Firefox OS is a light weight operating system designed to run web apps. Originally designed to run on smartphones, Mozilla is now working with partners to expand the range of devices that run the software.
Chip-maker VIA is adding support for Firefox OS to its APC Rock and Paper developer boards, Panasonic is bringing it to TVs, and ZTE plans to launch new phones with dual-core processors and other features that you don’t get with the low-cost, first-gen Firefox OS phones like the ZTE Open.
VIA Rock and Paper
VIA is making Firefox OS available on its APC developer boards, which are basically small ARM-based computers.
VIA actually launched the first builds of the open source version of Firefox OS (called Boot 2 Gecko)Â a few months ago, but things seem a bit more official this time around — VIA’s actually using the phrase “Firefox OS” which means it’s an officially sanctioned project.
VIA is offering Firefox OS software for the APC Rock and APC Paper boards. Both feature VIA WonderMedia WM8950 ARM Cortex-A9 processors, 4GB of storage, 512MB of RAM, HDMI, Ethernet, USB, and microSD card support.

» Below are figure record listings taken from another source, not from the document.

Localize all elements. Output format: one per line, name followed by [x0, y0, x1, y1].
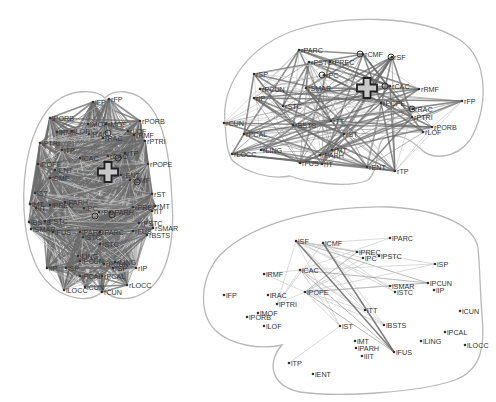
region-node-lst: lST	[339, 322, 354, 331]
node-dot-icon	[147, 163, 150, 166]
region-label: rTP	[397, 167, 409, 176]
region-label: rSTC	[102, 240, 119, 249]
region-node-rling: rLING	[260, 146, 283, 155]
region-node-lfp: lFP	[223, 291, 237, 300]
node-dot-icon	[102, 137, 105, 140]
region-node-rpcal: rPCAL	[243, 130, 267, 139]
region-label: lFUS	[55, 228, 71, 237]
region-node-lporb: lPORB	[246, 313, 271, 322]
region-node-rparc: rPARC	[99, 228, 124, 237]
region-node-lbsts: lBSTS	[383, 321, 407, 330]
node-dot-icon	[138, 222, 141, 225]
region-label: rST	[346, 130, 358, 139]
region-label: lPCAL	[82, 272, 102, 281]
region-label: rRAC	[105, 134, 123, 143]
region-label: rPTRI	[414, 113, 433, 122]
region-label: lPARC	[392, 234, 413, 243]
node-dot-icon	[144, 140, 147, 143]
node-dot-icon	[299, 162, 302, 165]
node-dot-icon	[259, 88, 262, 91]
node-dot-icon	[394, 170, 397, 173]
region-label: rSP	[256, 70, 268, 79]
node-dot-icon	[152, 227, 155, 230]
node-dot-icon	[79, 231, 82, 234]
region-node-rst: rST	[343, 130, 358, 139]
node-dot-icon	[79, 260, 82, 263]
region-label: lSP	[68, 264, 79, 273]
region-node-rporb: rPORB	[139, 117, 165, 126]
node-dot-icon	[127, 130, 130, 133]
node-dot-icon	[107, 155, 110, 158]
node-dot-icon	[231, 153, 234, 156]
region-label: rSF	[394, 53, 406, 62]
region-node-lcac: lCAC	[299, 266, 319, 275]
region-node-rbsts: rBSTS	[146, 231, 171, 240]
region-label: rPCUN	[262, 85, 285, 94]
node-dot-icon	[61, 149, 64, 152]
node-dot-icon	[364, 309, 367, 312]
region-label: rTP	[127, 149, 139, 158]
node-dot-icon	[420, 340, 423, 343]
region-label: lPCAL	[447, 328, 467, 337]
node-dot-icon	[52, 231, 55, 234]
region-label: rPCAL	[246, 130, 267, 139]
node-dot-icon	[39, 142, 42, 145]
region-label: lBSTS	[386, 321, 407, 330]
region-label: lLOF	[266, 322, 282, 331]
region-node-rpope: rPOPE	[147, 160, 173, 169]
node-dot-icon	[393, 351, 396, 354]
region-label: lFP	[226, 291, 237, 300]
node-dot-icon	[63, 289, 66, 292]
region-label: rCMF	[365, 50, 384, 59]
region-label: lPTRI	[42, 139, 60, 148]
node-dot-icon	[133, 134, 136, 137]
node-dot-icon	[223, 122, 226, 125]
region-label: lIIT	[364, 352, 375, 361]
region-label: rPARH	[322, 151, 344, 160]
node-dot-icon	[246, 316, 249, 319]
region-label: rCAC	[392, 82, 410, 91]
region-label: lLING	[423, 337, 442, 346]
node-dot-icon	[319, 154, 322, 157]
node-dot-icon	[99, 243, 102, 246]
region-node-rlocc: rLOCC	[231, 150, 257, 159]
node-dot-icon	[260, 149, 263, 152]
node-dot-icon	[253, 97, 256, 100]
region-node-rptri: rPTRI	[411, 113, 433, 122]
region-node-rbsts: rBSTS	[292, 121, 317, 130]
node-dot-icon	[101, 291, 104, 294]
node-dot-icon	[305, 87, 308, 90]
node-dot-icon	[412, 108, 415, 111]
node-dot-icon	[464, 344, 467, 347]
region-label: rLOCC	[129, 281, 151, 290]
node-dot-icon	[126, 284, 129, 287]
node-dot-icon	[146, 234, 149, 237]
left-lateral-brain-outline	[204, 207, 483, 395]
node-dot-icon	[339, 325, 342, 328]
region-label: rFP	[111, 95, 123, 104]
region-node-rpope: rPOPE	[380, 99, 406, 108]
region-label: lPCUN	[82, 257, 104, 266]
region-node-lcun: lCUN	[84, 283, 104, 292]
region-label: lENT	[315, 370, 332, 379]
region-label: rPOPE	[150, 160, 173, 169]
region-label: lPTRI	[279, 300, 297, 309]
node-dot-icon	[35, 207, 38, 210]
region-label: rCUN	[104, 288, 122, 297]
region-label: lCAC	[82, 154, 99, 163]
region-node-lstc: lSTC	[82, 233, 101, 242]
node-dot-icon	[105, 123, 108, 126]
region-label: rBSTS	[149, 231, 170, 240]
region-label: rCUN	[226, 119, 244, 128]
node-dot-icon	[288, 362, 291, 365]
region-node-lcun: lCUN	[459, 307, 479, 316]
node-dot-icon	[434, 263, 437, 266]
node-dot-icon	[356, 251, 359, 254]
region-label: rIT	[154, 207, 163, 216]
node-dot-icon	[355, 347, 358, 350]
region-label: lSF	[298, 237, 309, 246]
region-label: lSTC	[397, 288, 413, 297]
region-node-rlocc: rLOCC	[126, 281, 152, 290]
node-dot-icon	[49, 204, 52, 207]
region-node-lfus: lFUS	[393, 348, 412, 357]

The Rock sells for $79 and has both VGA and HDMI ports, while the $99 Paper has a cardboard and aluminum case which is designed to make it look like a book — but the Paper doesn’t have a VGA port.
These are developer boards with GPIO pins and other components designed both for connecting peripherals and for debugging.
VIA is making the source code of Firefox OS for the APC boards available at Github.
Panasonic Smart TVs
Meanwhile Panasonic is using Firefox OS to bring support for web apps to its smart TVs. The company’s not the only one to take a web-centric approach to the smart TV space. LG is using CES 2014 as the coming out party for its own webOS-powered televisions, which look pretty intriguing.
What’s interesting here is that by partnering with Mozilla, Panasonic could leverage a growing ecosystem that works across a range of devices from different companies.
Next-gen Panasonic televisions could use HTML5 and other web technologies for basic features such as electronic program guides, and could use Firefox OS apps to stream content from the internet to your living room.
Web apps? Meh. So what happens when the internet goes off? Coz I know from experience with Chrome OS, it becomes a flippin paperweight… ..and web apps aren’t as good as local apps, sorry.
Guess I really don’t understand, has Firefox OS found a way to have great games and other apps in HTML5, cause we haven’t seen them yet on any other platform, thus what’s the point of a gimped OS when a perfectly capable open-sourced one is already available?
> Guess I really don’t understand, has Firefox OS found a way to have great games and other apps in HTML5
the answer is asm.js: https://techcrunch.com/2013/12/21/mozillas-asm-js-gets-another-step-closer-to-native-performance/
interesting, thanks!
Looks like they still have a 50% performance issue to overcome. Hope they can make it work.